K: He will be conciliatory. I have that from the tone of his conversation.

P: It was interesting that when you brought up India he said let’s go on from there.

K: They are guilty and they know it. They are a bunch of thugs.

P: Get Laird over. It is important to say we don’t lose ______ on this. I will take some knocks. I don’t mind 5 day strike.

K: The Democrats want to say it took us 4 years to lose. Then whipsaw us.

P: We will set it up well with peace proposal. Then they hit us and we respond by saying you will not drive us out that way. Maybe we will get public support this way.

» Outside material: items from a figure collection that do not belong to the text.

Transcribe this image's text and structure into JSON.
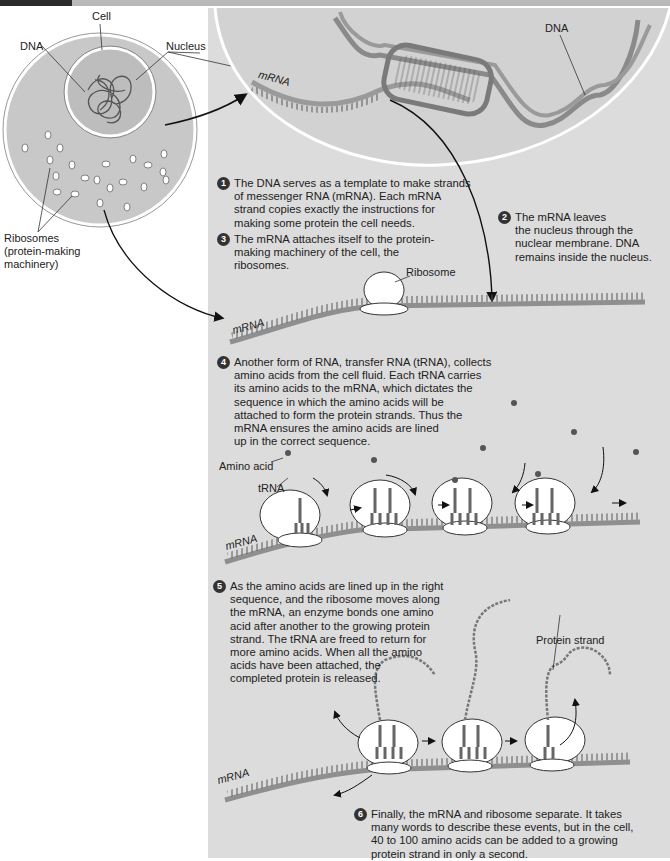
{
  "labels": {
    "cell": "Cell",
    "dna_left": "DNA",
    "nucleus": "Nucleus",
    "ribosomes": "Ribosomes\n(protein-making\nmachinery)",
    "dna_right": "DNA",
    "mrna_1": "mRNA",
    "mrna_2": "mRNA",
    "mrna_3": "mRNA",
    "mrna_4": "mRNA",
    "ribosome": "Ribosome",
    "amino_acid": "Amino acid",
    "trna": "tRNA",
    "protein_strand": "Protein strand"
  },
  "steps": [
    {
      "num": "1",
      "text": "The DNA serves as a template to make strands\nof messenger RNA (mRNA). Each mRNA\nstrand copies exactly the instructions for\nmaking some protein the cell needs."
    },
    {
      "num": "2",
      "text": "The mRNA leaves\nthe nucleus through the\nnuclear membrane. DNA\nremains inside the nucleus."
    },
    {
      "num": "3",
      "text": "The mRNA attaches itself to the protein-\nmaking machinery of the cell, the\nribosomes."
    },
    {
      "num": "4",
      "text": "Another form of RNA, transfer RNA (tRNA), collects\namino acids from the cell fluid. Each tRNA carries\nits amino acids to the mRNA, which dictates the\nsequence in which the amino acids will be\nattached to form the protein strands. Thus the\nmRNA ensures the amino acids are lined\nup in the correct sequence."
    },
    {
      "num": "5",
      "text": "As the amino acids are lined up in the right\nsequence, and the ribosome moves along\nthe mRNA, an enzyme bonds one amino\nacid after another to the growing protein\nstrand. The tRNA are freed to return for\nmore amino acids. When all the amino\nacids have been attached, the\ncompleted protein is released."
    },
    {
      "num": "6",
      "text": "Finally, the mRNA and ribosome separate. It takes\nmany words to describe these events, but in the cell,\n40 to 100 amino acids can be added to a growing\nprotein strand in only a second."
    }
  ],
  "colors": {
    "panel": "#dcdcdc",
    "cell_fill": "#c8c8c8",
    "strand": "#8a8a8a",
    "dark": "#333333"
  }
}
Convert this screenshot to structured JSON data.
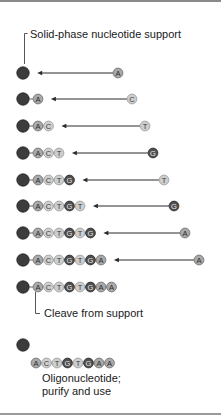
{
  "labels": {
    "support": "Solid-phase nucleotide support",
    "cleave": "Cleave from support",
    "oligo_line1": "Oligonucleotide;",
    "oligo_line2": "purify and use"
  },
  "nucleotide_colors": {
    "A": {
      "fill": "#a9a9a9",
      "stroke": "#6f6f6f",
      "text": "#2a2a2a"
    },
    "C": {
      "fill": "#cfcfcf",
      "stroke": "#9a9a9a",
      "text": "#3a3a3a"
    },
    "T": {
      "fill": "#cdcdcd",
      "stroke": "#9a9a9a",
      "text": "#3a3a3a"
    },
    "G": {
      "fill": "#4e4e4e",
      "stroke": "#2e2e2e",
      "text": "#e8e8e8"
    }
  },
  "support_color": "#3c3c3c",
  "synthesis_steps": [
    {
      "chain": [],
      "incoming": "A",
      "y": 73,
      "incoming_x": 118
    },
    {
      "chain": [
        "A"
      ],
      "incoming": "C",
      "y": 99,
      "incoming_x": 132
    },
    {
      "chain": [
        "A",
        "C"
      ],
      "incoming": "T",
      "y": 126,
      "incoming_x": 145
    },
    {
      "chain": [
        "A",
        "C",
        "T"
      ],
      "incoming": "G",
      "y": 153,
      "incoming_x": 153
    },
    {
      "chain": [
        "A",
        "C",
        "T",
        "G"
      ],
      "incoming": "T",
      "y": 180,
      "incoming_x": 164
    },
    {
      "chain": [
        "A",
        "C",
        "T",
        "G",
        "T"
      ],
      "incoming": "G",
      "y": 206,
      "incoming_x": 174
    },
    {
      "chain": [
        "A",
        "C",
        "T",
        "G",
        "T",
        "G"
      ],
      "incoming": "A",
      "y": 233,
      "incoming_x": 185
    },
    {
      "chain": [
        "A",
        "C",
        "T",
        "G",
        "T",
        "G",
        "A"
      ],
      "incoming": "A",
      "y": 260,
      "incoming_x": 199
    }
  ],
  "final_chain": {
    "chain": [
      "A",
      "C",
      "T",
      "G",
      "T",
      "G",
      "A",
      "A"
    ],
    "y": 287
  },
  "cleaved": {
    "support_y": 345,
    "oligo": [
      "A",
      "C",
      "T",
      "G",
      "T",
      "G",
      "A",
      "A"
    ],
    "oligo_y": 363
  }
}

K: We should and go on the defensive against the Democrats. They had on the “Today” show this morning comments by Muskie and Humphrey on military position of your speech. They only want more efficiency. They didn’t attack frontally. They are all patriotic.

P: ______ if the AF gets some planes. Hit for 2 day cracks.5

K: Two days and stop for 2–3 days and then a day. Mix it up so opponents don’t get set.

P: Really whamp on them.

  1. Source: National Archives, Nixon Presidential Materials, Kissinger Telephone Conversations, Chronological File. No classification marking. All omissions are in the original.
  2. A message to the Chinese Government, along with a “Republic of Vietnam and United States Proposal for a Negotiated Settlement of the Indochina Conflict,” were sent to Paris on January 24 under a covering letter from Haig to Walters. (Ibid., NSC Files, Box 849, For the President’s File—China Trip, China Exchanges) For text of the U.S. message, see Foreign Relations, 1969–1976, volume XVII, China, 1969–1972, Document 186.
  3. Haig traveled to Beijing January 3–10 to prepare for the President’s trip in February. See ibid., Documents 183–184.
  4. See Document 293.
  5. Nixon is referring to plans to launch an air attack on DRV forces concentrated in Kontum Province. Documentation on the operation is in Foreign Relations, 1969–1976, volume VIII, Vietnam, January–October 1972.